Reflexio

Smarter retry policies for real systems

View the Project on GitHub aponysus/reflexio

Reflexio – Smarter Retries for Real Systems

Retries seem simple until you need them to behave correctly in production.

Most Python retry libraries treat all failures the same. They give you one decorator, one backoff model, and one global set of rules.

But real systems don’t fail uniformly:

Reflexio exists because real systems need intelligent, structured retry behavior, not blanket rules.

Why I Built Reflexio

After years building distributed compute engines, internal APIs, and latency-sensitive services, I kept running into the same retry problems:

Retry logic is deceptively subtle. It needs structure, classification, observability, and predictability. So I wrote a library that reflects how real services behave.

Reflexio focuses on four core principles:

1. Classification drives behavior

Errors are first mapped into coarse “error classes,” which then determine retry behavior. This keeps policy logic clean and predictable.

TimeoutError   -> TRANSIENT
ConnectionError -> TRANSIENT
429 / rate limit -> RATE_LIMIT
400 / validation -> PERMANENT

2. Per-class strategies

Different error classes should use different backoff strategies:

3. Observability matters

Retries without structured events are a debugging nightmare.

Reflexio provides a single callback that surfaces:

This makes logging and metrics integration trivial.

4. Minimal overhead, explicit API

The API is intentionally small:

No magic, no stack-trace pollution, no surprise behaviors.


How Reflexio Compares

A simple table to illustrate where Reflexio fits in the retry ecosystem:

Feature reflexio Tenacity backoff
Exception classification ⚠️ manual
Per-class strategies ⚠️ partial
Structured observability hooks
Decorators
Async support ⚠️ ⚠️
Decorrelated jitter ⚠️
Small, explicit API ❌ (large) ⚠️
Deterministic envelopes ⚠️

Reflexio isn’t meant to replace Tenacity or backoff; it’s built for situations where controlling retry behavior per class of failure actually matters.


Quick Example

from reflexio import retry, default_classifier
from reflexio.strategies import decorrelated_jitter

@retry(
    classifier=default_classifier,
    strategy=decorrelated_jitter(max_s=10.0),
)
def fetch_data():
    ...

Async support works similarly:

from reflexio import AsyncRetryPolicy, default_classifier

async_policy = AsyncRetryPolicy(
    classifier=default_classifier,
    strategy=decorrelated_jitter(max_s=5.0),
)

Why This Matters

Modern systems rely heavily on:

All of them fail in different ways, for different reasons, with different recommended backoff patterns.

Retries are not an afterthought; they’re part of the reliability surface of your application.

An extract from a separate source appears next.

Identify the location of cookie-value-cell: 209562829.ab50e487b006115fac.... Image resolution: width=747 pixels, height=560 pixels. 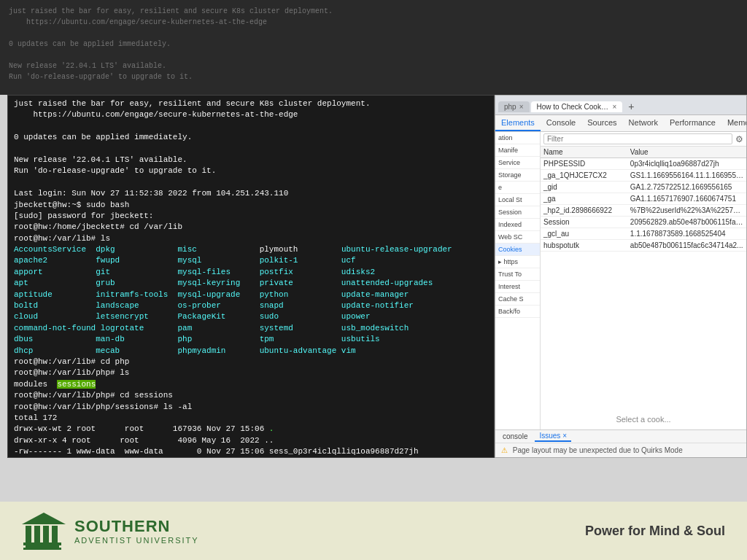
(687, 222).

Reflexio makes this reliability explicit, structured, and observable… without bloated abstractions or hidden behavior.


Try It

GitHub
https://github.com/aponysus/reflexio

PyPI
https://pypi.org/project/reflexio/

pip install reflexio

Documentation


Contribute

The project is intentionally small and easy to grok. Future planned topics:

If any of that interests you, PRs are welcome.